Widespread, green-tech advances in transportation, electricity, agriculture, construction and heating and cooling systems are next-level difficult, and Gates is studying up on innovation.

“If you just look at what’s happened in the chip and software and internet area, if you think anything like that can happen in the physical economy, that would confuse you. That type of speed of improvement and cost reduction, there’s no other domain like it. In fact, even in medicine, that moves way more slowly than the digital world. Even there, in 10 years time, you can do some very dramatic things. And that’s a very hopeful space.

But now we’re talking about a part of the economy that’s physically the largest. Very little R&D, very little change over the last few decades. And yet we’re saying in 30 years, we’re going to change it very, very dramatically. So it’s certainly way harder than the advances that have taken place in other areas.

I do think that the template of accelerating innovation by finding smart people and having risk capital and funding basic R&D and creating market-based price signals, I think those apply very much. I’ve had to learn about these new areas, reading a lot of books and meeting a lot of experts. But my sense of how you drive innovation is part of what I’m bringing to this, suggesting that we can have a plan to go along with the goal and the energy that the advocates are putting out.”

Gates is bullish on nuclear and eager for his Bellevue-based company TerraPower to build a demo plant.

“Congress created a program, the Advanced Reactor Demonstration Program, and TerraPower competed in that and won a large award for the $4 billion demo plant. And so over the next five years, that’ll get built, and it’ll show people the economics and the safety.

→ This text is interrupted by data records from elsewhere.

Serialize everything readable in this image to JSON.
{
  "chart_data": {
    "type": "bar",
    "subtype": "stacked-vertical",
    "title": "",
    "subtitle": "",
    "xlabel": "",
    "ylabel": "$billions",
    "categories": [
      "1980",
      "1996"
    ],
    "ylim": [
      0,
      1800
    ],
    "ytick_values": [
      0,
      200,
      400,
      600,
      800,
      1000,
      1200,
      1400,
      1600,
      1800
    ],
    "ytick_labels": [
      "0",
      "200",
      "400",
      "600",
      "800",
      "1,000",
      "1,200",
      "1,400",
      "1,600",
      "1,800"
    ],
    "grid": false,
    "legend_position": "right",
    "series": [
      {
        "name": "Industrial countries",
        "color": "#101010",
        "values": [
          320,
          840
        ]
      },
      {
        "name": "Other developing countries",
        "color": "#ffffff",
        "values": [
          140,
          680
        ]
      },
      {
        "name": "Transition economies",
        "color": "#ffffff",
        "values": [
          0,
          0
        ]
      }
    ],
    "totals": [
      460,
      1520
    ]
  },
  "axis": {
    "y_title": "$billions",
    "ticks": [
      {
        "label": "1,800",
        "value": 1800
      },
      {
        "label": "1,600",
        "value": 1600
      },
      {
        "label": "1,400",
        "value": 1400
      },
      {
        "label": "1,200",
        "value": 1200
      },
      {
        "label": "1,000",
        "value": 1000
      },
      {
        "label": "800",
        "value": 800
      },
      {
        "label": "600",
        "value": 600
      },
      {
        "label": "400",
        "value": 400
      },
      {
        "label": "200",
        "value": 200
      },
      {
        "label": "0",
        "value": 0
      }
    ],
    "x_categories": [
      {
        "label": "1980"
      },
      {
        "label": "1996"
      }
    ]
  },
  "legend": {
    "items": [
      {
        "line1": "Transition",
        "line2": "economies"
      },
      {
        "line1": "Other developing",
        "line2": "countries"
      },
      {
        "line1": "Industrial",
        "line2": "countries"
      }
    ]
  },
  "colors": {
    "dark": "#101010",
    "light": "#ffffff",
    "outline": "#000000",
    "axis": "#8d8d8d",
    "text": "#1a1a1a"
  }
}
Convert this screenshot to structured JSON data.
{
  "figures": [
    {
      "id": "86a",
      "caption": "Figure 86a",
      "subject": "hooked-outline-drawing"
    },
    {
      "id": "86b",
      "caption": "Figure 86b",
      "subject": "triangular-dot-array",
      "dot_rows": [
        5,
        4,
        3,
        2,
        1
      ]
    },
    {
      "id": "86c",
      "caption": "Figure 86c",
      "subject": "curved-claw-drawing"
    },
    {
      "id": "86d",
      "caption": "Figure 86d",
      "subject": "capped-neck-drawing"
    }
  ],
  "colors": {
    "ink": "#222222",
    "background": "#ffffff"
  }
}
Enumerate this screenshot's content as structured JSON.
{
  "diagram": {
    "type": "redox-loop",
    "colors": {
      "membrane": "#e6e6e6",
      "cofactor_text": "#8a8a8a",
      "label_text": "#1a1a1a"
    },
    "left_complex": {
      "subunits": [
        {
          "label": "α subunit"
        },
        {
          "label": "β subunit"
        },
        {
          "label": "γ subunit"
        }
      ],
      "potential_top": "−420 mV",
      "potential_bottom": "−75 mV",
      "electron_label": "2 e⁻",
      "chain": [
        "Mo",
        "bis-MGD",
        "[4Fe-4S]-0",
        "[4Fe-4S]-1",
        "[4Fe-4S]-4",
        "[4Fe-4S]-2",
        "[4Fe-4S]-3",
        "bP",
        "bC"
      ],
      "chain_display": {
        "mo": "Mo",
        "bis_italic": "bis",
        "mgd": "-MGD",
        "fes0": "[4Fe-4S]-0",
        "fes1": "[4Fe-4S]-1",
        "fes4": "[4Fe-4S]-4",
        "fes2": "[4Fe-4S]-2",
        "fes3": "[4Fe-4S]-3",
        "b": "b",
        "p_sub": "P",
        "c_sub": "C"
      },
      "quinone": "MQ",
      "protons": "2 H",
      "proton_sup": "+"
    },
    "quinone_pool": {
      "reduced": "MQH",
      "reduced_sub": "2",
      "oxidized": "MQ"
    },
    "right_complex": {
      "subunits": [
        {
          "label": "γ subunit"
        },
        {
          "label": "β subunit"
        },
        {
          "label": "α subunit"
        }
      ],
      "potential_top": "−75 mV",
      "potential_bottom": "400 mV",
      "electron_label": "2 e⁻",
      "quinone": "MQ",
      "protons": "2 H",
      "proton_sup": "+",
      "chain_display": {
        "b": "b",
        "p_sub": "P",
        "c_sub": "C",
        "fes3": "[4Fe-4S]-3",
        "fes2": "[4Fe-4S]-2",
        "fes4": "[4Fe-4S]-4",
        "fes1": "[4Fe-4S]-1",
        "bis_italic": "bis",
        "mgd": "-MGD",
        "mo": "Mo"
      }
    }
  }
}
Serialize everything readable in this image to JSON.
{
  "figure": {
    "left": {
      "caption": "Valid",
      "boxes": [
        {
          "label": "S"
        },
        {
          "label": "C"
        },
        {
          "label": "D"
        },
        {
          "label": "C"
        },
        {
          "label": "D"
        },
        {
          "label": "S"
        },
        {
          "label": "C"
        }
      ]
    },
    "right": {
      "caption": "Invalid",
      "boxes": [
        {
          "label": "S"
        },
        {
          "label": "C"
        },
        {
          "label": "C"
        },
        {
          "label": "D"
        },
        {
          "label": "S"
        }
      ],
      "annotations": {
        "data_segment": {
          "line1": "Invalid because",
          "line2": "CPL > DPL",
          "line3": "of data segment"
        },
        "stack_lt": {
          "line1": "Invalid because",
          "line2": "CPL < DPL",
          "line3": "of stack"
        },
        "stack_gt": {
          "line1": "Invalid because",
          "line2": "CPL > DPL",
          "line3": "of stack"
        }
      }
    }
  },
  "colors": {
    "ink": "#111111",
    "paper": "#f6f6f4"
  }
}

It’s the only from-scratch reactor design that’s been done going back to the 1950s, where we can use digital tools to simulate any problem and really optimize all these components. Because nuclear power, despite all the waste and safety and proliferation concerns, the main reason it’s failing right now is that the reactors have gotten so costly to build. They’re just not competitive, particularly in a place where natural gas is so incredibly inexpensive.”